What I am trying to get a feel for, is whether this represents a bad choice of assembly in general for this kind of loop.

Nit: If a variable/object is only being written, that’s fine. There is a data dependency here because there is a read after a write.

I don’t have enough compiler knowledge to be able to definitively answer your question, but I think it would be a reasonable heuristic to favor emitting a branch over a cmov in cases where the cmov participates in a loop-carried data dependency.

The other advantage of emitting a branch is that branch prediction can better adapt to runtime conditions. Branch prediction tends to struggle when data is perfectly random, but most data is not. So in general it’s also reasonable for compilers to default to emitting branches.

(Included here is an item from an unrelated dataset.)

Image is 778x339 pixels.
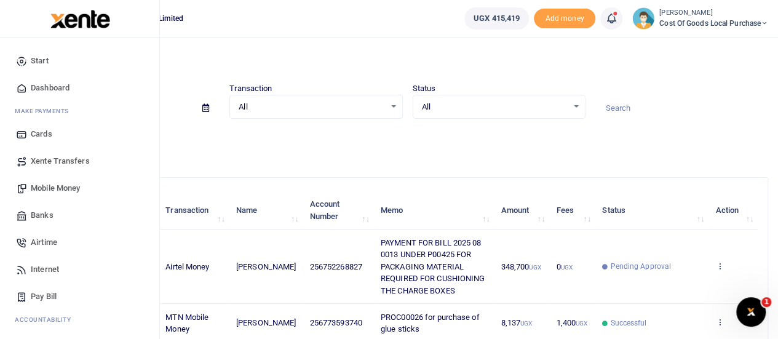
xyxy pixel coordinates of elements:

Yeah, after reading the blog post I felt reasonably confident that this is a compiler bug (in terms of perf).

Hopefully someone with a deeper understanding can verify or discredit this here. I'm curious to see the fix for this (I assume it will generate a fix).

I don't know if I would classify it as a bug, but definitely a heuristic that could use tuning.

At least (at a high level) in LLVM, branches and cmovs are represented with the exact same construct, and one of the codegen passes looks at the condition and the two sides and heuristically determines whether to emit a branch or a cmov.

I don't know how Go codegen works, but I assume they do something similar.

Confused, why do you think this is a compiler bug? You should definitely expect a predictable branch to be faster than a conditional move, and the insertion of a conditional move in the original is totally sensible (albeit not intuitive if you haven't seen it).
> and the insertion of a conditional move in the original is totally sensible (albeit not intuitive if you haven't seen it).

Would you mind expanding? If the conditional move isn't needed, and given that it's costly in terms of perfs, how is that “totally sensible” to have one here?